Memories of Exile and Return
This one day international symposium, held in the Law Department and in the Arts Centre on
21 May 2010, explored the reception of Chilean academic refugees in the UK, following the military coup in Chile on 11 September 1973. It focused in particular on the refugee programme run by World University Service (WUS) between 1974 and 1985, an initiative that provided grants and university places for almost one thousand Chilean scholars displaced by the Pinochet regime. The award of a grant was often instrumental in securing release from prison for academics and students.

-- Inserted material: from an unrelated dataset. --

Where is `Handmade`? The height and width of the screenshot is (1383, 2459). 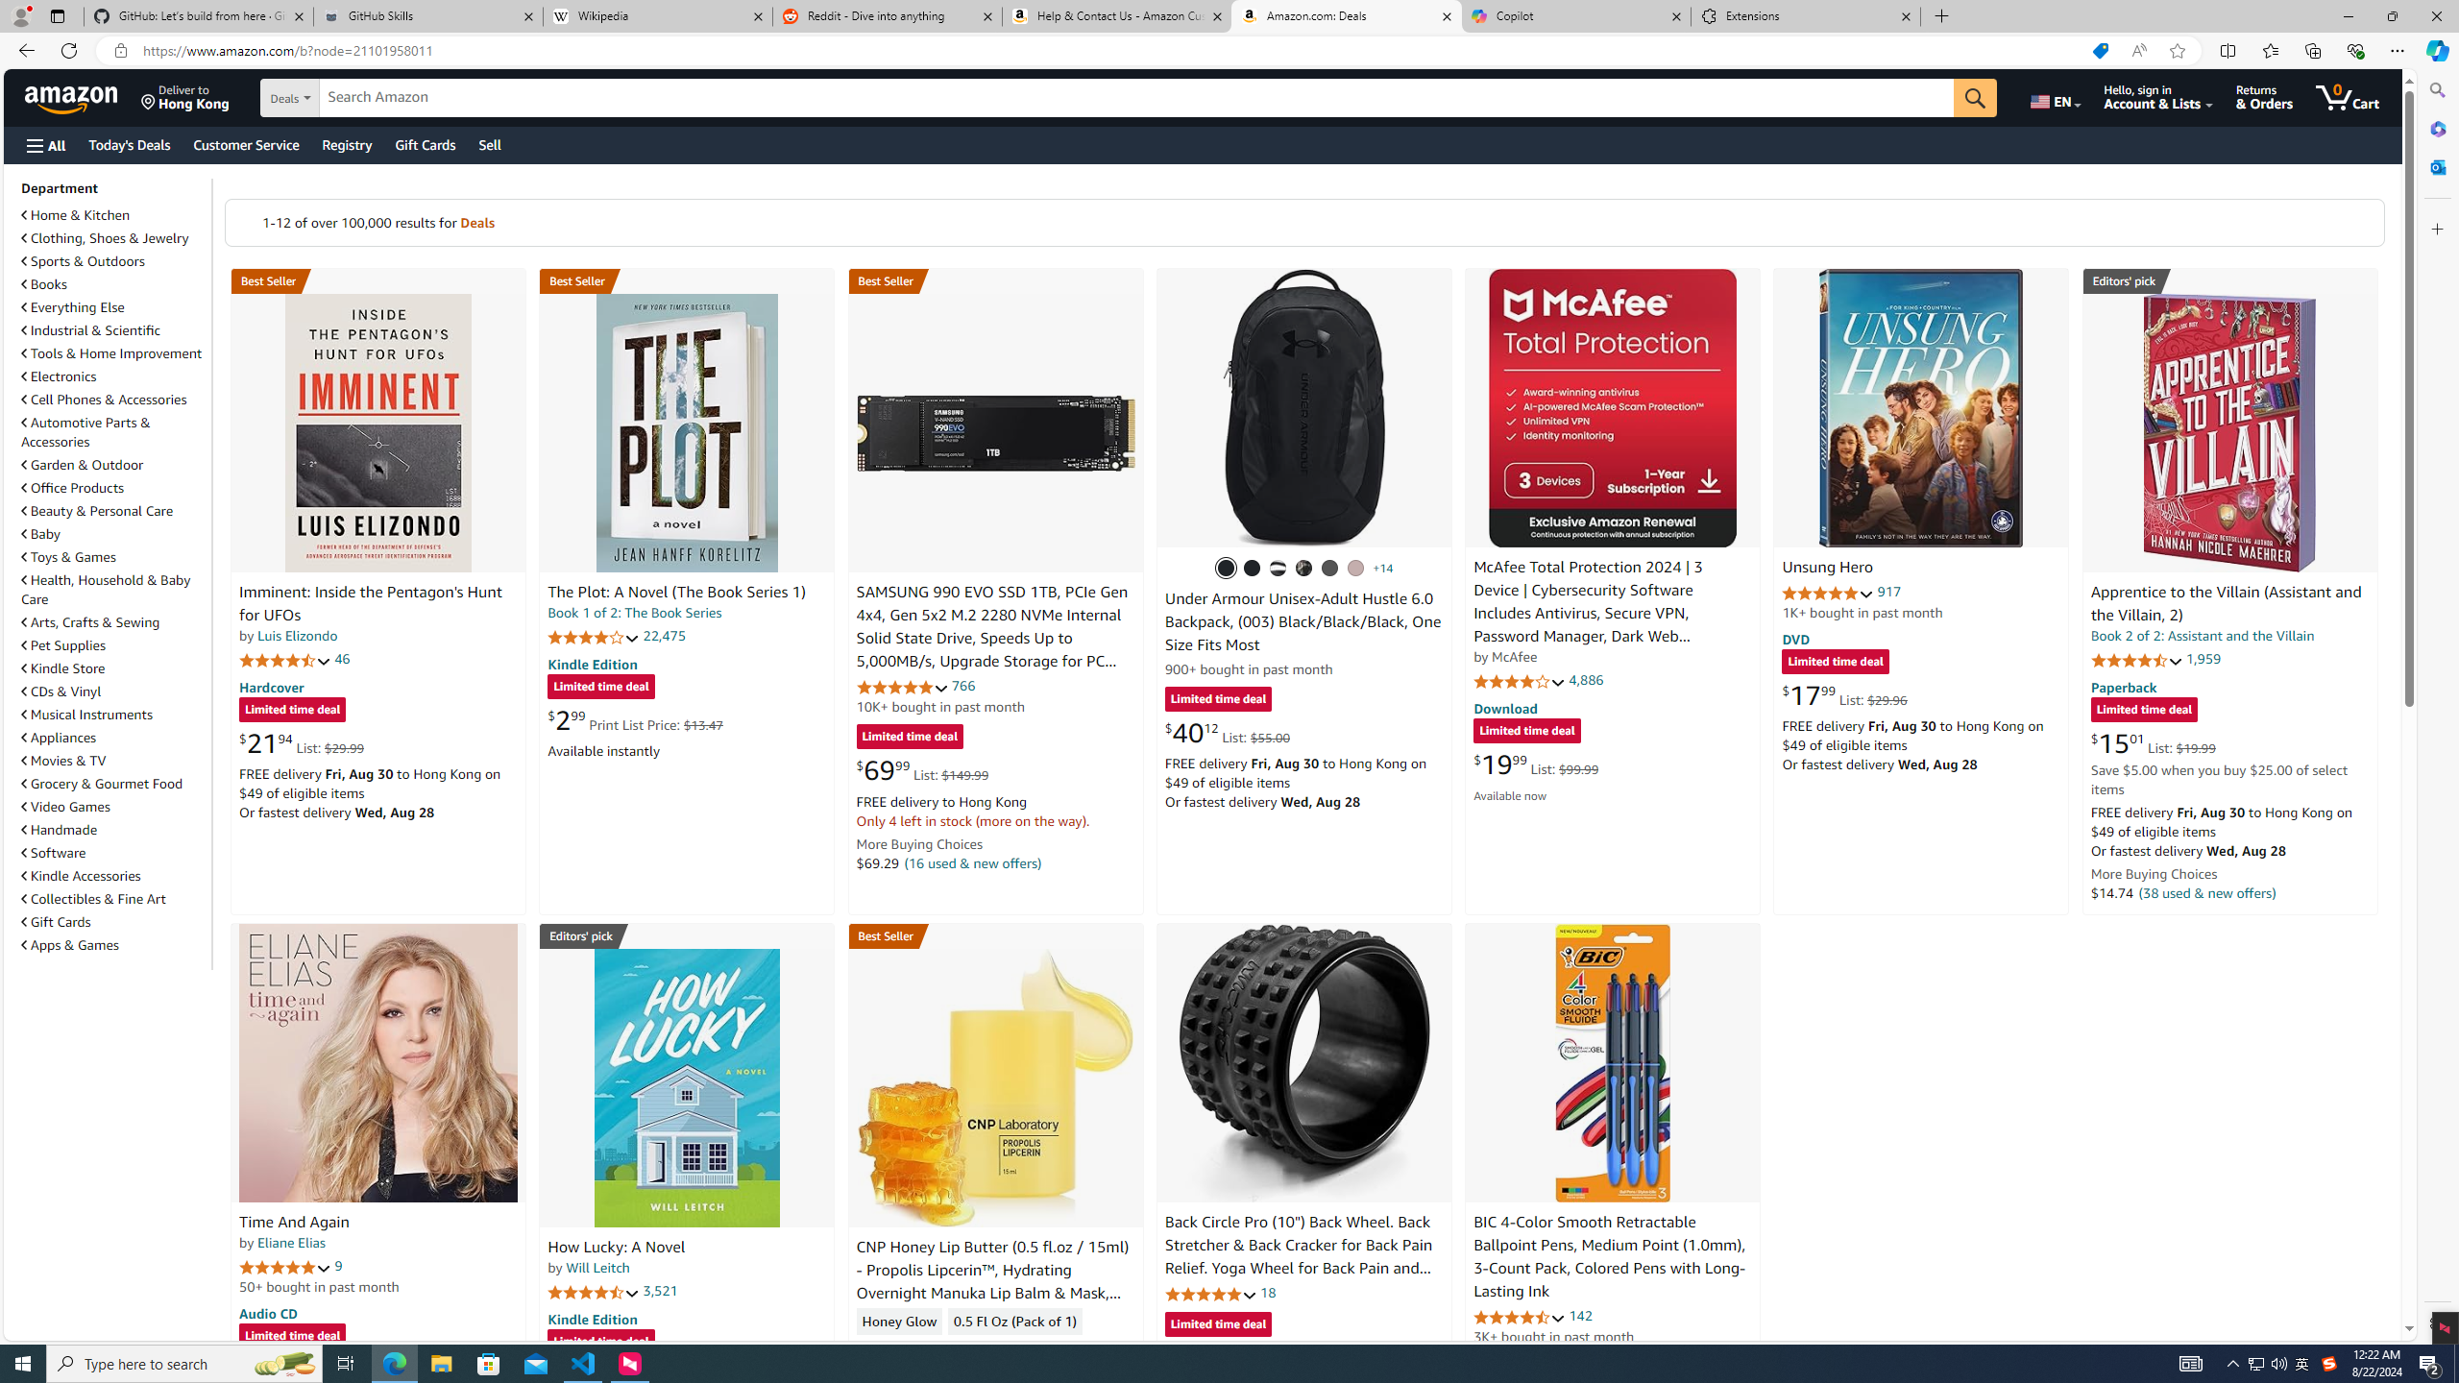 Handmade is located at coordinates (60, 830).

The seminar received core funding from the IAS and the HRF Impact Award schemes and was sponsored by the Departments of History and Law, the Centre for Ethnic Relations, and the Arts Centre. It brought together a group of some thirty delegates who had been directly involved in the WUS programme: UK academics, NGO representatives, and Chilean scholars who had come to the UK as exiles and were now resident in Chile, in other areas in Latin
America or in Europe.
The day ended with a reception in the Mead Gallery and a screening - the UK premiere – of an Oscar nominated film by the renowned Chilean director Miguel Littin, Dawson, Isla 10
(Dawson, Island Number 10, 2009). Miguel Littin had accepted an invitation to attend the seminar, but the earthquake in Chile, followed by the volcanic ash disruptions over Europe, finally prevented his travelling. His film rounded off the day very well. It showed life in the prison camp in the south of Chile, where the Allende government ministers were detained following the 1973 coup. One of the ministers depicted in the film, Dr Edgardo Enriquez, the
Minister of Education, arrived in exile in the UK in 1975 as one of the first WUS grant holders.